Developed by researchers in Australia, the material could reduce the amount of energy needed to move CO2 captured from fossil fuel burning into a storage facility.
The material, synthesised by research leader Matthew Hill of the Australian research agency CSIRO and colleagues at Monash University in Melbourne, is a metal-organic framework or MOF, a class of highly porous materials already well-known for their ability to store gases. Made by joining together clusters of metal atoms with organic bridging molecules known as ligands, MOFs can have internal surface areas as high as 10,000m2 — larger than the pitch at Wembley Stadium — per gramme.
This particular MOF is the first to be made photosensitive.
‘The MOFs are impregnated with light-responsive azobenzene molecules which react to UV light and trigger the release of CO2,’ explained researcher Richelle Lyndon. ‘It is this reaction, and the material’s ability to bend and flex, which makes the material we have created so unique.’
Current CCS techniques tend to use ammonia-based liquids to absorb CO2 from flue gas streams, which must then be heated to release the CO2 into storage and regenerate the absorbent. This can consume up to 30 per cent of the production capacity of a power plant, and is a major contributor to the difficulty of making CCS cost-effective.
In a paper published in the journal Angewandte Chemie, Lyndon and team claim that the azobenzene-containing MOF releases up to 64 per cent of the CO2 it has absorbed instantaneously when exposed to concentrated UV frequencies found in sunlight.
This could drastically reduce the cost of CCS, eliminating the loss of energy to regenerating absorbents.
The MOF created at Monash has a particular affinity to CO2, Lyndon said in a statement, but the ligh-responsive azobenzene ligands could be incorporated into different MOFs to make a material that can absorb different gases. Other MOFs have been investigated as hydrogen or methane storage materials for vehicles.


Required action: Print each entry below precisely as it reads.

Saved data entries
------------------------

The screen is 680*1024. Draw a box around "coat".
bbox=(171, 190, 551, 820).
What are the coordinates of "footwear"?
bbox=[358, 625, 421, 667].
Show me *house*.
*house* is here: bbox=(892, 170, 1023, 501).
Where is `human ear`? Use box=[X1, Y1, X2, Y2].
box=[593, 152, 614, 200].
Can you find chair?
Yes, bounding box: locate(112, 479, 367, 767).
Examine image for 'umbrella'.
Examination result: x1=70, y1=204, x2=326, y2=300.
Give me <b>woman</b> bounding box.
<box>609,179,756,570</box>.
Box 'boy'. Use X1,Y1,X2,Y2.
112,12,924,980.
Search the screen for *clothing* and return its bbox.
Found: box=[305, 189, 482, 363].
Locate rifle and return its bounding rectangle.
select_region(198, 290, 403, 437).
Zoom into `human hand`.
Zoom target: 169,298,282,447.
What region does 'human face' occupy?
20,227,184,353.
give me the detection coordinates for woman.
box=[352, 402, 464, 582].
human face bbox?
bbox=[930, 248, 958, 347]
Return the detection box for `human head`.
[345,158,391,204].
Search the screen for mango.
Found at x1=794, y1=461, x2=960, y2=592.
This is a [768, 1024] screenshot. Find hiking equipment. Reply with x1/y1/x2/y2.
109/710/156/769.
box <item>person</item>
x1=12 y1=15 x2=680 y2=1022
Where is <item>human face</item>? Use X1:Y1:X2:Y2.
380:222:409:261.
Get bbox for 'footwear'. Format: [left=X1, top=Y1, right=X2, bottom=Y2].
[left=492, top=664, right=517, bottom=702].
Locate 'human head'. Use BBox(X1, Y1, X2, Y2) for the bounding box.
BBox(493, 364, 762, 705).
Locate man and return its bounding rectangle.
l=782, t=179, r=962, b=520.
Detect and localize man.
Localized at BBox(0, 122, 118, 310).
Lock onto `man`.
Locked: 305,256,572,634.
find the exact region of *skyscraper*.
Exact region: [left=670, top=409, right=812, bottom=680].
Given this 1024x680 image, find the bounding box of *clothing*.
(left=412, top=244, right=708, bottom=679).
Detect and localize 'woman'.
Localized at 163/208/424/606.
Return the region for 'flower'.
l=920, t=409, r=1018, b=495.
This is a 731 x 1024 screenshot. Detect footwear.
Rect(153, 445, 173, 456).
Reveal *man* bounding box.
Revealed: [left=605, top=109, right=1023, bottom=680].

------------------------

Exercise solution:
The screen is 680*1024. Draw a box around "coat".
bbox=(171, 190, 551, 820).
What are the coordinates of "footwear"?
bbox=[358, 625, 421, 667].
Show me *house*.
*house* is here: bbox=(892, 170, 1023, 501).
Where is `human ear`? Use box=[X1, Y1, X2, Y2].
box=[593, 152, 614, 200].
Can you find chair?
Yes, bounding box: locate(112, 479, 367, 767).
Examine image for 'umbrella'.
Examination result: x1=70, y1=204, x2=326, y2=300.
Give me <b>woman</b> bounding box.
<box>609,179,756,570</box>.
Box 'boy'. Use X1,Y1,X2,Y2.
112,12,924,980.
Search the screen for *clothing* and return its bbox.
Found: box=[305, 189, 482, 363].
Locate rifle and return its bounding rectangle.
select_region(198, 290, 403, 437).
Zoom into `human hand`.
Zoom target: 169,298,282,447.
What region does 'human face' occupy?
20,227,184,353.
give me the detection coordinates for woman.
box=[352, 402, 464, 582].
human face bbox?
bbox=[930, 248, 958, 347]
Return the detection box for `human head`.
[345,158,391,204].
Search the screen for mango.
Found at x1=794, y1=461, x2=960, y2=592.
This is a [768, 1024] screenshot. Find hiking equipment. Reply with x1/y1/x2/y2.
109/710/156/769.
box <item>person</item>
x1=12 y1=15 x2=680 y2=1022
Where is <item>human face</item>? Use X1:Y1:X2:Y2.
380:222:409:261.
Get bbox for 'footwear'. Format: [left=X1, top=Y1, right=X2, bottom=Y2].
[left=492, top=664, right=517, bottom=702].
Locate 'human head'. Use BBox(X1, Y1, X2, Y2) for the bounding box.
BBox(493, 364, 762, 705).
Locate man and return its bounding rectangle.
l=782, t=179, r=962, b=520.
Detect and localize man.
Localized at BBox(0, 122, 118, 310).
Lock onto `man`.
Locked: 305,256,572,634.
find the exact region of *skyscraper*.
Exact region: [left=670, top=409, right=812, bottom=680].
Given this 1024x680 image, find the bounding box of *clothing*.
(left=412, top=244, right=708, bottom=679).
Detect and localize 'woman'.
Localized at 163/208/424/606.
Return the region for 'flower'.
l=920, t=409, r=1018, b=495.
This is a 731 x 1024 screenshot. Detect footwear.
Rect(153, 445, 173, 456).
Reveal *man* bounding box.
Revealed: [left=605, top=109, right=1023, bottom=680].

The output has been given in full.